After high school he went to work at Keystone
Lighting (yes the same place where Snyderman worked) in the shipping warehouse
as a fork truck operator. I had another
job but, things didn’t work out there, so I joined Keystone Lighting about a
year and a half after Bob.
The warehouse had many official policy signs
that were white ovals with red letters and a red stripe around the edge of the
oval. They said things like: No Smoking Please mgmt. and Use Handbrakes
Please mgmt. or Safety Glasses Required Please mgmt.. These signs were always posted on the steel
beams that went from the floor to the ceiling and always at eye level.


A little while later I joined the Marine
Corps for 4 years. When I came back I
went back to work at Keystone Lighting (yes, in Snyderman’s department). Bob had been fired at least 3 different
times by then and had given up on the place.
I had to walk through the warehouse one day for whatever reason and to
my surprise, there it was: No Hard-ons
Please mgmt.. Yup, right where Bob first
put it. This was 7 or 8 years after he
first installed it.
I had to wonder how many people had seen that
sign over the years and thought “No Hard-ons Please” was official policy of
Keystone Lighting? I wondered if maybe
it had become official policy of Keystone Lighting because some middle
management idiot saw it and wrote it into policy? I wondered if there was someone who was in
charge of enforcing the “No Hard-ons Please” policy? Were there written instructions as to exactly
how to enforce that policy?
I had to wonder how many new employees saw
that sign and it became a straw, maybe the last straw, that broke the camel’s
back and caused them to quit?
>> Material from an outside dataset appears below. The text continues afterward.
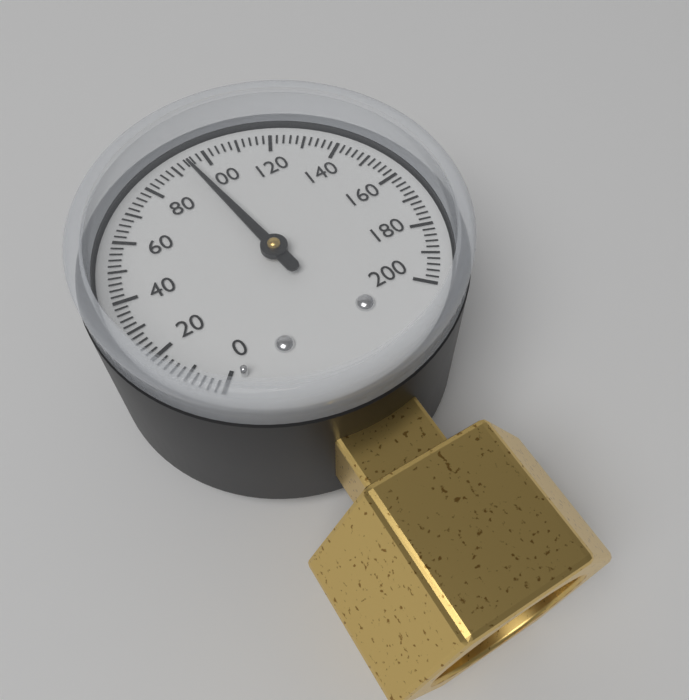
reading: 94 (no unit)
People
quit Keystone Lightning constantly. “No
Hard-ons Please” could have been just enough to push some guys over the edge.
Finally I had to wonder how many vendors and
customers saw that sign and thought “gee, if “No Hard-ons Please” is official
policy at Keystone Lighting, maybe it should be official policy where I
work? Did this bogus policy spread?
To this day whenever I’m in a warehouse
anywhere I always find myself looking for that devious little sign: No Hard-ons Please mgmt.. I hope I never find it but, you never know.